Generative AI: A Student's Guide

TCC GenAI Academic Use Policy proposal sample, and TCC Academic Integrity Policy

Academic Integrity & Citations

Academic Integrity refers to the expectation that all course and program-related work must be completed upholding the values of “honesty, trust, fairness, respect, and responsibility, and courage” (International Center of Academic Integrity).

TCC statement on Academic Integrity: “Academic integrity ensures our students will gain the necessary knowledge and skills critical for their future academic, professional and personal endeavors. This aligns with our college’s values of community, responsibility, integrity, equity, diversity, inclusion, agility, and excellence."

Academic integrity means that your coursework represents your own authentic intellectual and creative work, which includes being transparent about your application of the work of others to your own work.

  • This is sometimes called using outside sources in your own work, which is an important feature of academic (college and research) work.
  • This transparency is often in the form of including citations in your work - citation is a service to your reader, letting them know whose work you are applying to your work, and providing your readers with enough information about that work so that they can go find it for themselves.

Citing generative AI

How to Cite Generative AI

Remember to check with your instructor. Some instructors might not allow any use of generative AI, such as ChatGPT and more, and others might allow only limited use.

If you are allowed to use generative AI in an academic assignment, here are some guidelines for citing.

Your instructor may also ask for an appendix that includes the prompts that you provided to the generative AI tool or the full transcript of your interaction.

It's also worth reading this advice, since some uses don't fit the standard way of citing: 


Credit: Based on the work of University of Arizona Libraries. CC BY 4.0

GenAI as sources for academic work

Are generative AI outputs "sources" of information for academic work?

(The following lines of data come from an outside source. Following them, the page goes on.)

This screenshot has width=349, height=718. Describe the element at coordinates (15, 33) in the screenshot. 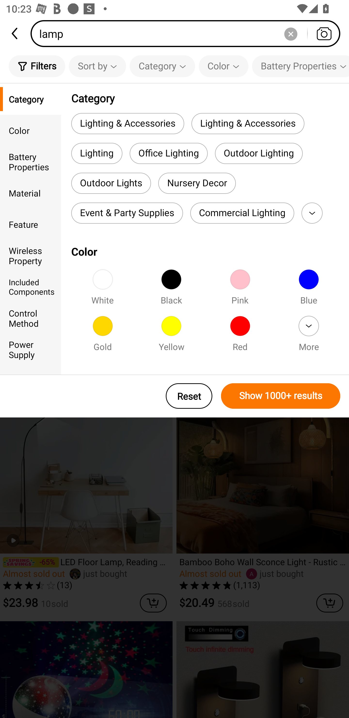

I see `back` at that location.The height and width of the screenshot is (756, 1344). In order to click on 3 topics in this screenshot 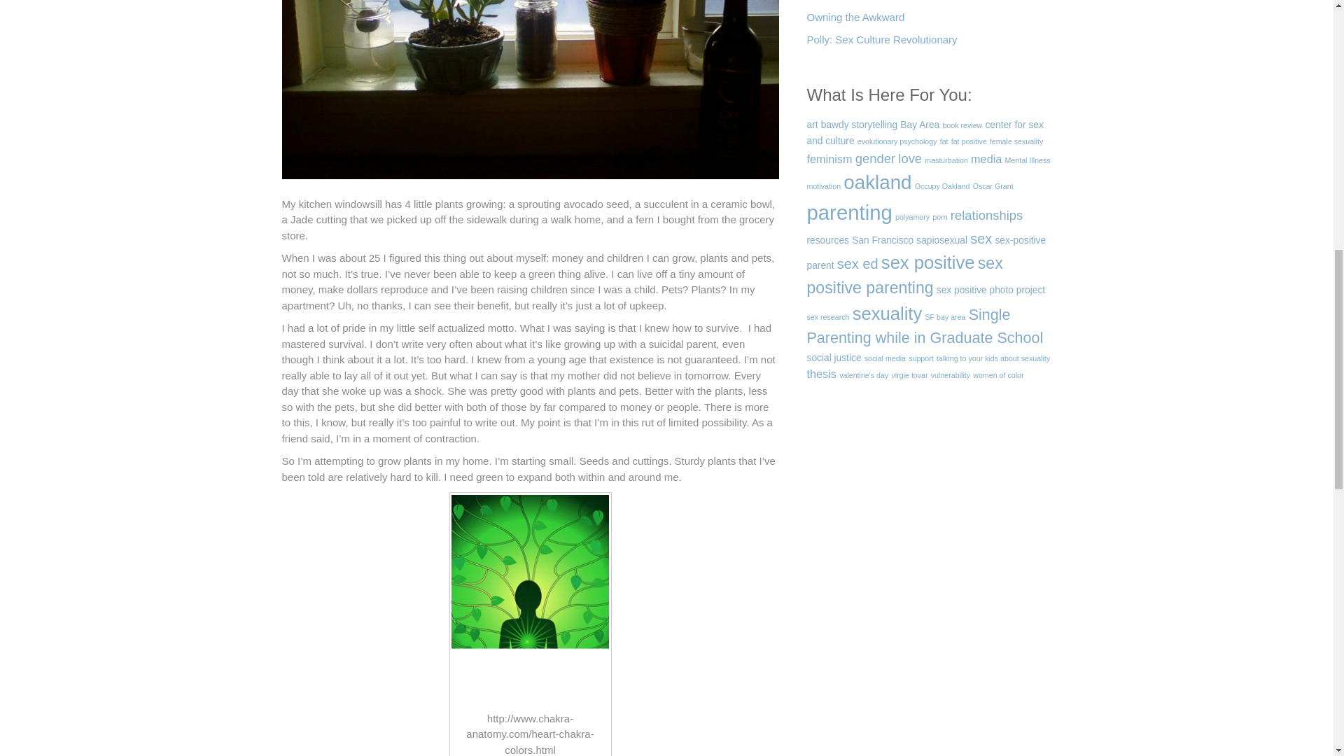, I will do `click(897, 141)`. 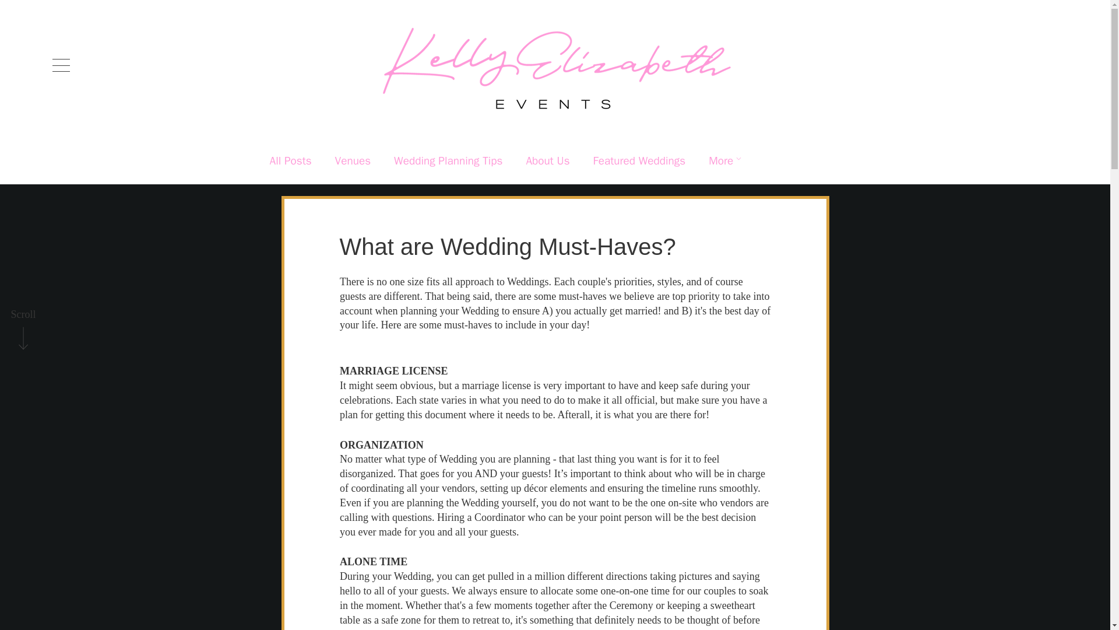 What do you see at coordinates (290, 161) in the screenshot?
I see `All Posts` at bounding box center [290, 161]. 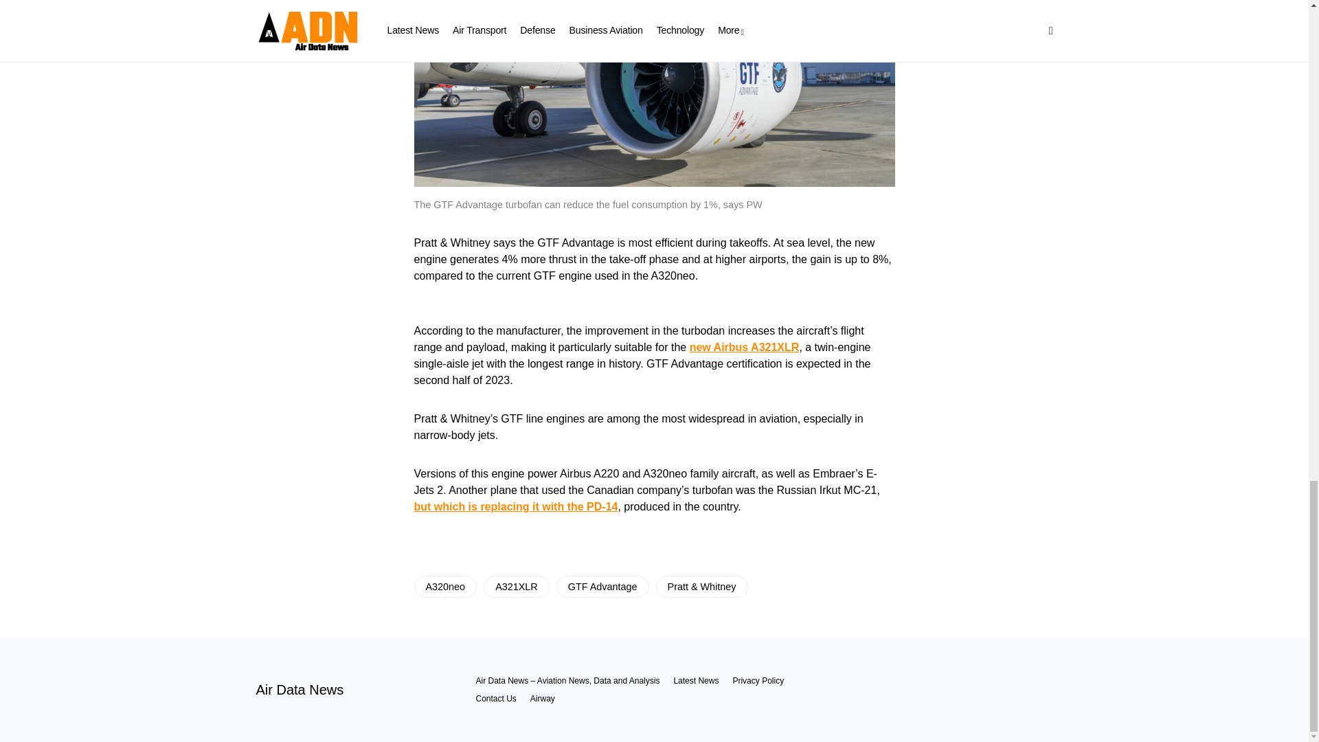 What do you see at coordinates (515, 507) in the screenshot?
I see `but which is replacing it with the PD-14` at bounding box center [515, 507].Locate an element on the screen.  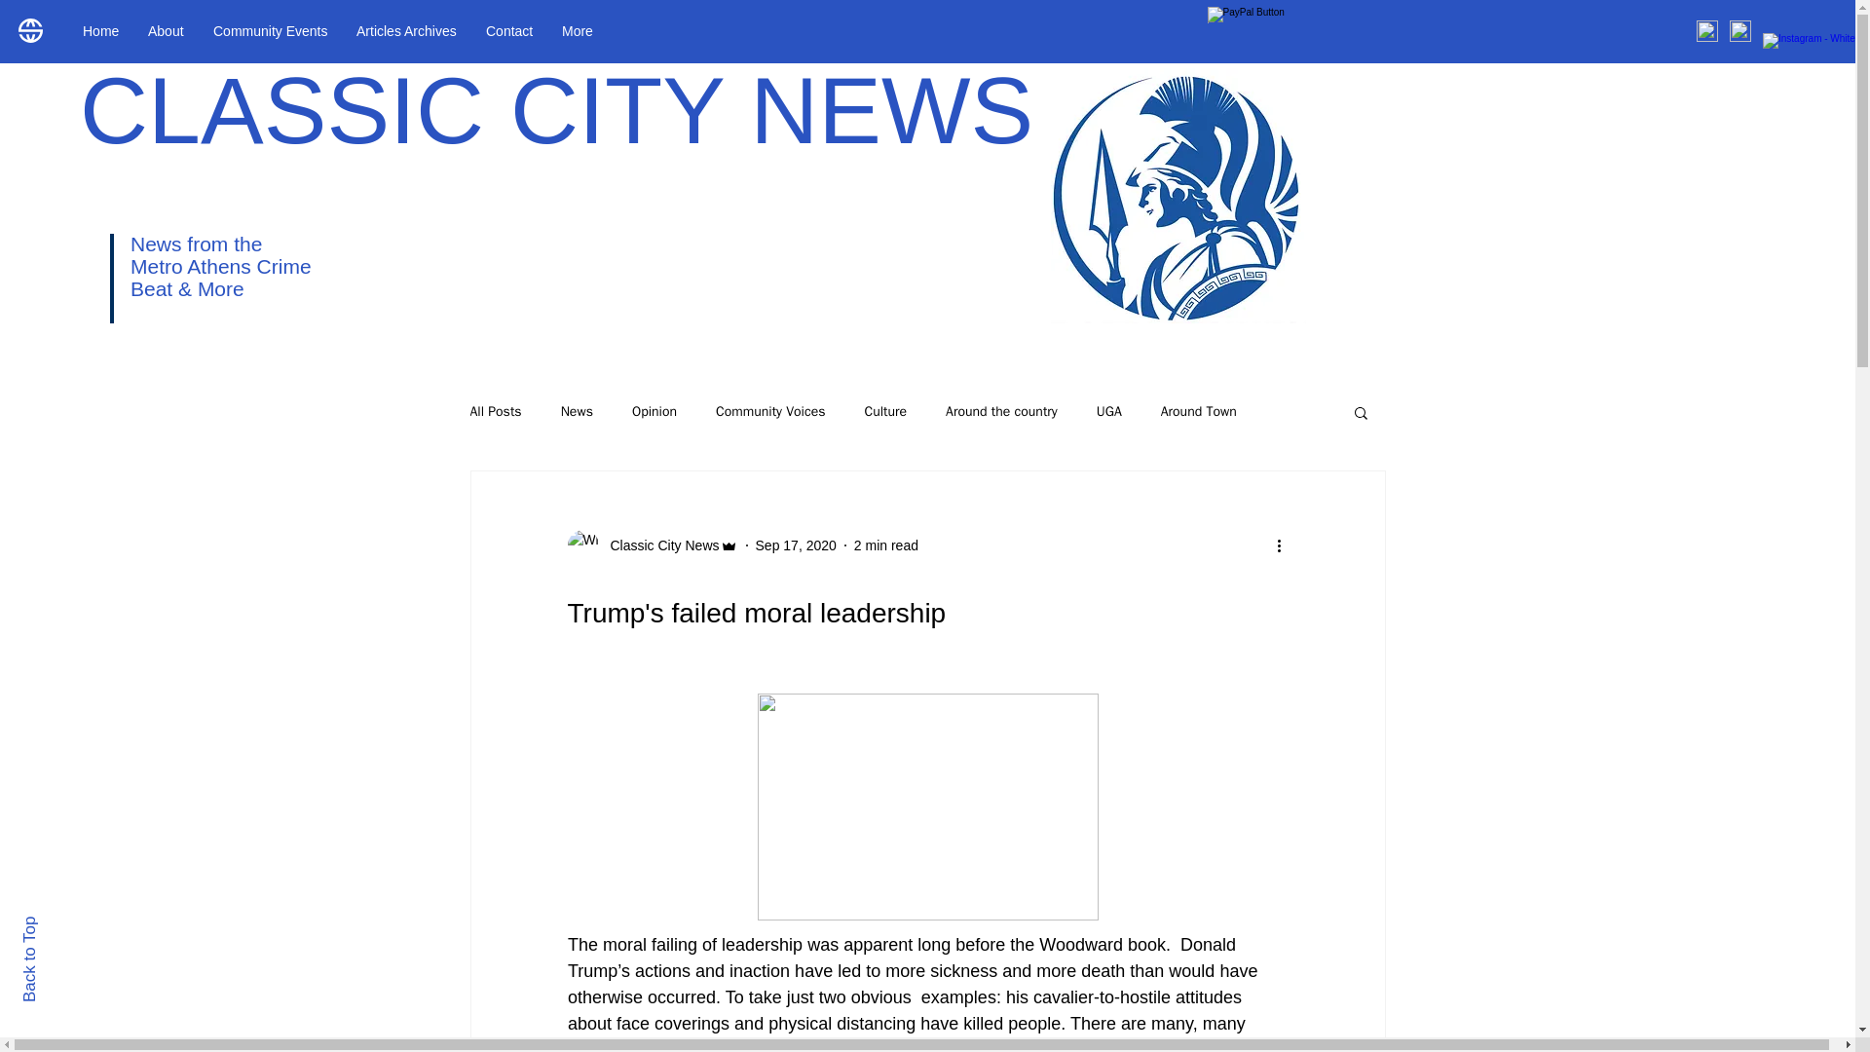
Around Town is located at coordinates (1198, 411).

There are two important pieces of vocabulary to help us understand more about this. In academic work (your coursework, for example) these two concepts are valuable when it comes to all of the information and ideas you apply to your own work:

  1. retrievability: how well and accurately readers can navigate to the information you have applied to your own work
  2. provenance: the ability for your reader to accurately trace where information comes from that you have applied to your own work - who the authors are and where the information they have applied to their own work comes from

Remember that genAI outputs, such as ChatGPT's outputs, are generated using machine learning algorithms.

  • GenAI LLMs use their training and our inputs to create an output of "predicted" word strings for that topic. These predicted word strings produce human-like writing that makes them feel familiar and seem reliable.
  • There is no provenance for this information - we cannot trace where this information comes from.
  • While some subscription-based genAI tools provide public links to your chats, so your reader can retrieve the output that you applied to your own work, the provenance problem remains, so here, retrievability is no real help.
  • In addition, outputs may not be accurate or reliable; they are given to bias; they do not cite their sources, or they hallucinate citations to non-existent sources.
  • Additionally, outputs can be influenced by the user inputs and these may include their own misinformation and bias.
  • Generally speaking, genAI should be regarded as a tool rather than an information source.

Therefore, unless the assignment specifically allows for the use of genAI outputs as sources, they should not be used as sources for academic work. Ask your instructor, your TCC Librarians, or your TCC Writing Tutors when you have questions about this.